Sterigenics is continuing to store a highly combustible, cancer-causing gas at the site of its shuttered plant near Smyrna, despite a request from Cobb County to remove the chemical, The Atlanta Journal-Constitution has learned.
The facility has been closed since August following public outcry over its ethylene oxide emissions.
The company is legally permitted to use the gas to sterilize medical equipment, but the chemical has come under scrutiny after the federal government reclassified it as a potent carcinogen in 2016.
In the months since Sterigenics closed, Cobb has revoked the facility's building permit and certificate of occupancy. County officials said the plant was incorrectly categorized as a "storage" facility when it should have been listed as "high hazard industrial."
The county and the company are now working with a third-party consultant to come up with a fire-safety plan that would allow issuance of the permits.
Following an inspection earlier this year, Cobb Spokesman Ross Cavitt said county officials “requested” Sterigenics remove ethylene oxide from the site until a determination is made about how much of the chemical could be stored there, and under what conditions.
“We have not had an on-site inspection since that request and do not know if Sterigenics has complied,” he wrote in an email last week.
Sterigenics said in a statement Wednesday that no ethylene oxide is being used at the plant at this time. But the statement confirmed that the chemical has not been removed.
“The only [ethylene oxide] at the facility is in drums stored in the designated safe storage area,” the statement said. “We have informed the county of the storage of those drums at the facility and they have visited the facility to observe that storage. No county official has instructed Sterigenics to remove the drums from the facility, and there is no need or code requirement to do so.”
In response to that statement, Cavitt said the county “disagrees” with Sterigenics’ assertion regarding the storage of ethylene oxide.
Janet Rau, president of Stop Sterigenics Georgia, a local grassroots organization, said the presence of ethylene oxide is what creates the “high hazard” category for which Sterigenics is not approved.
“Ethylene oxide should not be on the property until Sterigenics has met all high hazard requirements. Full stop,” Rau said. “This is illegal activity on the part of Sterigenics and the consequence of illegal activity should be that they are no longer allowed to operate a business in our county.”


§ Aim of the task: Within the records, find every line that includes the word "ABCDEFG" and copy it.

Material provided START

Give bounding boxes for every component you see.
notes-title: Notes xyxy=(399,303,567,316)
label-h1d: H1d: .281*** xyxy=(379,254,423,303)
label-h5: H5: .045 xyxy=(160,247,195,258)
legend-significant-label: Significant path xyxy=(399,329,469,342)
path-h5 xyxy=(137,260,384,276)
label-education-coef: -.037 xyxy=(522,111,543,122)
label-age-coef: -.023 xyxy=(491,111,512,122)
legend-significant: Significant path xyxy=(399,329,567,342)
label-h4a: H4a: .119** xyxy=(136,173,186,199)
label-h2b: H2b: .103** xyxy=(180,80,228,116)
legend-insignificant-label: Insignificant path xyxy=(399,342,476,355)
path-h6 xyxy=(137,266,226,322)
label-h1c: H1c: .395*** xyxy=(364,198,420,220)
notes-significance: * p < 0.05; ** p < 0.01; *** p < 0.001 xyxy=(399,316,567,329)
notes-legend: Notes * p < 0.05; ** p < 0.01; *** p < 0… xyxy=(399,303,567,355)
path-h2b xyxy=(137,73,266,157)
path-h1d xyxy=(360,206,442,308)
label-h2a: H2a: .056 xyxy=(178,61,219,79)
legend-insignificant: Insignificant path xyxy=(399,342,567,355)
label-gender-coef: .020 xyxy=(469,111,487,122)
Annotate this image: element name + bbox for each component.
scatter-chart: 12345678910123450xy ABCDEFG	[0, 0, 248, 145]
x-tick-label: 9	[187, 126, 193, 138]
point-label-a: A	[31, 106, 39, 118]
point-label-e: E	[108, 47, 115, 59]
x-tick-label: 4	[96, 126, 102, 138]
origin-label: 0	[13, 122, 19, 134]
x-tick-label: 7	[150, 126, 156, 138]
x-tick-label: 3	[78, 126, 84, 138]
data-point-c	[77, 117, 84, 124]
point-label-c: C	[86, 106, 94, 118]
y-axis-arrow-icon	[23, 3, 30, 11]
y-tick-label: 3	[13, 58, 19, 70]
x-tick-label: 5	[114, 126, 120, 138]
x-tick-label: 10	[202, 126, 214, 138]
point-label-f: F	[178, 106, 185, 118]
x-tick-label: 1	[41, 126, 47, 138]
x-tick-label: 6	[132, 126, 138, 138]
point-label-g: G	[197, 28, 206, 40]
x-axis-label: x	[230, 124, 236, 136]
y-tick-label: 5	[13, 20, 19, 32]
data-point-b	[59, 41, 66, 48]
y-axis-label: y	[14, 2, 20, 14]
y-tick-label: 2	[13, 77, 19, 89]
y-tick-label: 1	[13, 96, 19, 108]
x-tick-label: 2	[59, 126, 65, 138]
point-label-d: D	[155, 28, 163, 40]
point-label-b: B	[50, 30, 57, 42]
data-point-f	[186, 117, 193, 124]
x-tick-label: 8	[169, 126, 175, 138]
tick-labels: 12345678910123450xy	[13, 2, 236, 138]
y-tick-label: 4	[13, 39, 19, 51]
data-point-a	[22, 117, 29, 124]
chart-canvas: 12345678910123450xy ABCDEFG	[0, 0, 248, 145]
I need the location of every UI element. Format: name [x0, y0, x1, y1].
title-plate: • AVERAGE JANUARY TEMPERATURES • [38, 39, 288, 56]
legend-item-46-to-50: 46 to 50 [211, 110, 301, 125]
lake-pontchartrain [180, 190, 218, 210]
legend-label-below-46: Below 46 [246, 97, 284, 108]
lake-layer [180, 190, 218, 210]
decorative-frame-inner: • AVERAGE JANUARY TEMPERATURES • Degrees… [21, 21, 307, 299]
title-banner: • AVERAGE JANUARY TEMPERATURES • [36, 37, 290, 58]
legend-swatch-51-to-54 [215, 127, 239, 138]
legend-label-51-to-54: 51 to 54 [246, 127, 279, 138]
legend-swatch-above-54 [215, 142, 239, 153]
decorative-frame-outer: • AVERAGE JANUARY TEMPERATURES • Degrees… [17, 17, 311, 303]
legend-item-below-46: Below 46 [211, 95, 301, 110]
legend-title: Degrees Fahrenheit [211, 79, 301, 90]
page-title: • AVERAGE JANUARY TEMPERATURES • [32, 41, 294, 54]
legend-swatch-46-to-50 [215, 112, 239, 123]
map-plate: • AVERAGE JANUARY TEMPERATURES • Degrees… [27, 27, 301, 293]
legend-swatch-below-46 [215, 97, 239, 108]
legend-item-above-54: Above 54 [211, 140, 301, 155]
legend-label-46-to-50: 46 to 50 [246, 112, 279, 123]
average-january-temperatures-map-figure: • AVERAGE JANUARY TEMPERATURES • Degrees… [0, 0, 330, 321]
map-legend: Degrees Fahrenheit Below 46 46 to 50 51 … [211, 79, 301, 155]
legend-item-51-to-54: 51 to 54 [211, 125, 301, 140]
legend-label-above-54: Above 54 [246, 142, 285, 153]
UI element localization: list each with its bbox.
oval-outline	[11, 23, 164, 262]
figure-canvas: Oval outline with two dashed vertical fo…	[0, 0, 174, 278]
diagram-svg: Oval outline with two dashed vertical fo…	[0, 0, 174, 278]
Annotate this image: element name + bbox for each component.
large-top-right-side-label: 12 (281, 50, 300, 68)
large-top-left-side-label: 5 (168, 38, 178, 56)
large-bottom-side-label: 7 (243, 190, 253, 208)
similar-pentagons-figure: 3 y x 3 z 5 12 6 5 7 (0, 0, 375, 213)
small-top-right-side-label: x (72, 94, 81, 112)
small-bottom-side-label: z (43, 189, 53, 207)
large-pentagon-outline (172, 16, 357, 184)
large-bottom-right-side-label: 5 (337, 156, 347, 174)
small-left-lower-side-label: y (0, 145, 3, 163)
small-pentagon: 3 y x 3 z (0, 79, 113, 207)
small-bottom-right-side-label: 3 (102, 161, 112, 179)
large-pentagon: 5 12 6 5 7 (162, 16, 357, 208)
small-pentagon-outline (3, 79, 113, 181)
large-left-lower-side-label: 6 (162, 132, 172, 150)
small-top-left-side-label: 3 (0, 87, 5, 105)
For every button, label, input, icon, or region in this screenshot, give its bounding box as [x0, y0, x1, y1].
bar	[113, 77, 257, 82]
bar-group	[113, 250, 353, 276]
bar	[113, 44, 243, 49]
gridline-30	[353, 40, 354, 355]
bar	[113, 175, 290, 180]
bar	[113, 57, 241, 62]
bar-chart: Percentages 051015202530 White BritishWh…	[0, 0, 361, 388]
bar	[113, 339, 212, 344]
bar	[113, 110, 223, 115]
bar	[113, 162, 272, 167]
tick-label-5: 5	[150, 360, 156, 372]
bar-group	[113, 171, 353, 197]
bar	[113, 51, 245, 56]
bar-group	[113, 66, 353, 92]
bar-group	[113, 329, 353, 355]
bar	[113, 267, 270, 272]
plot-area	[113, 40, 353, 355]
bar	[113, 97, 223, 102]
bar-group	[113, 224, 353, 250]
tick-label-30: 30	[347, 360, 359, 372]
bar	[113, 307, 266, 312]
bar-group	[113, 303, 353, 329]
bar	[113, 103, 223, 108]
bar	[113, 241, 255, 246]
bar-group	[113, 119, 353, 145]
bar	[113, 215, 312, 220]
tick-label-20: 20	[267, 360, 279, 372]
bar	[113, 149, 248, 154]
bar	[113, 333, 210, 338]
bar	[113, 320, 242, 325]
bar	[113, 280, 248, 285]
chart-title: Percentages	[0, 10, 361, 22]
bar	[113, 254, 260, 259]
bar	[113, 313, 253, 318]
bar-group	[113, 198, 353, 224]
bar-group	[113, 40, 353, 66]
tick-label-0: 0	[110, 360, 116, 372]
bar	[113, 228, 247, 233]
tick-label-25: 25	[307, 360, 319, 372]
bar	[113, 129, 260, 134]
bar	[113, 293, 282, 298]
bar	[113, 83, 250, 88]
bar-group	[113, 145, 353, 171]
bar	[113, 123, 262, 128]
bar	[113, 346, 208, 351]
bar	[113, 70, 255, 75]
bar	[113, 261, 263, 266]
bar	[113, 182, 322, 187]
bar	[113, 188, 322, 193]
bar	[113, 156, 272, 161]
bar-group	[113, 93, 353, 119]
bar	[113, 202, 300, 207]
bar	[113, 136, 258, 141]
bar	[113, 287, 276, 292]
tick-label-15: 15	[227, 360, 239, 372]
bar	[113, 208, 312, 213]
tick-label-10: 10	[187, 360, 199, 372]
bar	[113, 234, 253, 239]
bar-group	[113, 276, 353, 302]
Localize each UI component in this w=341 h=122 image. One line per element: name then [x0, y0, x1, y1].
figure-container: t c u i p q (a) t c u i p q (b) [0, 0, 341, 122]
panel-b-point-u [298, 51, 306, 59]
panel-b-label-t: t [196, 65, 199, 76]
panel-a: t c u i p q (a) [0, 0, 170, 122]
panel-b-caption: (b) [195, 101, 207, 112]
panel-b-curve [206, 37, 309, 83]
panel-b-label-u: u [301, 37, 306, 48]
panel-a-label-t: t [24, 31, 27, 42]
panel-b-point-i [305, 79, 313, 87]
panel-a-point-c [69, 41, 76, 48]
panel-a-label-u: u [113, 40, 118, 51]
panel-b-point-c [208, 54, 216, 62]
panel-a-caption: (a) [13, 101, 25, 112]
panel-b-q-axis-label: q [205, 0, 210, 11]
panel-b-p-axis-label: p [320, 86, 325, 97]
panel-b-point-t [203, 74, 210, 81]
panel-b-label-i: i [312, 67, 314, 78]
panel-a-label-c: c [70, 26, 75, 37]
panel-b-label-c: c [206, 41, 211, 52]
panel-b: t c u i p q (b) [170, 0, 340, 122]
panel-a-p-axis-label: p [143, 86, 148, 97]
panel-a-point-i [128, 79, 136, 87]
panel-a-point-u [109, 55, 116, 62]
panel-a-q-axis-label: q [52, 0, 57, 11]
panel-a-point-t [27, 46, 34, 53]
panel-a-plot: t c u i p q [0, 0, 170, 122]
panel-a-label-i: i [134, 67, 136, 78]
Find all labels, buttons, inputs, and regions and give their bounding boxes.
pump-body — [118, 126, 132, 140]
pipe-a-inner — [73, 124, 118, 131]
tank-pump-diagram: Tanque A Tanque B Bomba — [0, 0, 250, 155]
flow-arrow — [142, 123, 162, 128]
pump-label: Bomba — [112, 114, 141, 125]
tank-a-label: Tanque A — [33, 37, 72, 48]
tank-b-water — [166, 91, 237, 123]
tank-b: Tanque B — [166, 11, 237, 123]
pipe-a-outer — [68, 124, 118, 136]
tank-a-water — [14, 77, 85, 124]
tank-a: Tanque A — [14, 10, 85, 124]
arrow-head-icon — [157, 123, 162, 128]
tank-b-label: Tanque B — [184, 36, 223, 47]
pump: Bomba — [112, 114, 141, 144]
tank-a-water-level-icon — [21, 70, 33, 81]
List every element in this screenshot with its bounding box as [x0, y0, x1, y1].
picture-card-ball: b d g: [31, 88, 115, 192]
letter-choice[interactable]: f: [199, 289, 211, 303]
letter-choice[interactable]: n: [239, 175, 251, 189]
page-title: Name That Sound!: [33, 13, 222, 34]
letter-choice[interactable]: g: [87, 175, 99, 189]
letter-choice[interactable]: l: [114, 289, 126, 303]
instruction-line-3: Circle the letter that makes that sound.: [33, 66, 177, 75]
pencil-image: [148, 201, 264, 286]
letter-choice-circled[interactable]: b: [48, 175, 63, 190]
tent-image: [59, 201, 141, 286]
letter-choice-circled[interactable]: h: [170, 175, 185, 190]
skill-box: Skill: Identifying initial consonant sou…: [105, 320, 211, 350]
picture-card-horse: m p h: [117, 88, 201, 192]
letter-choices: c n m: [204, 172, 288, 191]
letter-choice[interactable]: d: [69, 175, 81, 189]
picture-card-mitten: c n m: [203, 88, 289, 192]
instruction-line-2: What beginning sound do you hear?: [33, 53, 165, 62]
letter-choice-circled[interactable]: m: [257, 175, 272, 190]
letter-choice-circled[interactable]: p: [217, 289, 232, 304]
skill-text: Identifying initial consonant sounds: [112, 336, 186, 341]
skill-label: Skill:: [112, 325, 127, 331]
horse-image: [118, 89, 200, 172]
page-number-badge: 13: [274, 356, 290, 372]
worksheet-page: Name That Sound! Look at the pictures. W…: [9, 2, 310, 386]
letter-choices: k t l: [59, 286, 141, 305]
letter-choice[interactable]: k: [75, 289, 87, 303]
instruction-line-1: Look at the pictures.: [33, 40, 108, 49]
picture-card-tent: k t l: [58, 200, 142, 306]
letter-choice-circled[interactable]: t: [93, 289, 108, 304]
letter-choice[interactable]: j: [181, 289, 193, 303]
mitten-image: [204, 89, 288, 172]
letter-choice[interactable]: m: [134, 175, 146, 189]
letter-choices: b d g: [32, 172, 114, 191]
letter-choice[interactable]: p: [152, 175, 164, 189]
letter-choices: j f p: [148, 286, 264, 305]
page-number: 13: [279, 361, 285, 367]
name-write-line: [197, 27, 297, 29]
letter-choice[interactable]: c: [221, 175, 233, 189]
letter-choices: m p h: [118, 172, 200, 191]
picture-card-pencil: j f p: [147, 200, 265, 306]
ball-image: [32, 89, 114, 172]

Material provided END

§ Reply to the exercise:
scatter-chart: 12345678910123450xy ABCDEFG	[0, 0, 248, 145]
chart-canvas: 12345678910123450xy ABCDEFG	[0, 0, 248, 145]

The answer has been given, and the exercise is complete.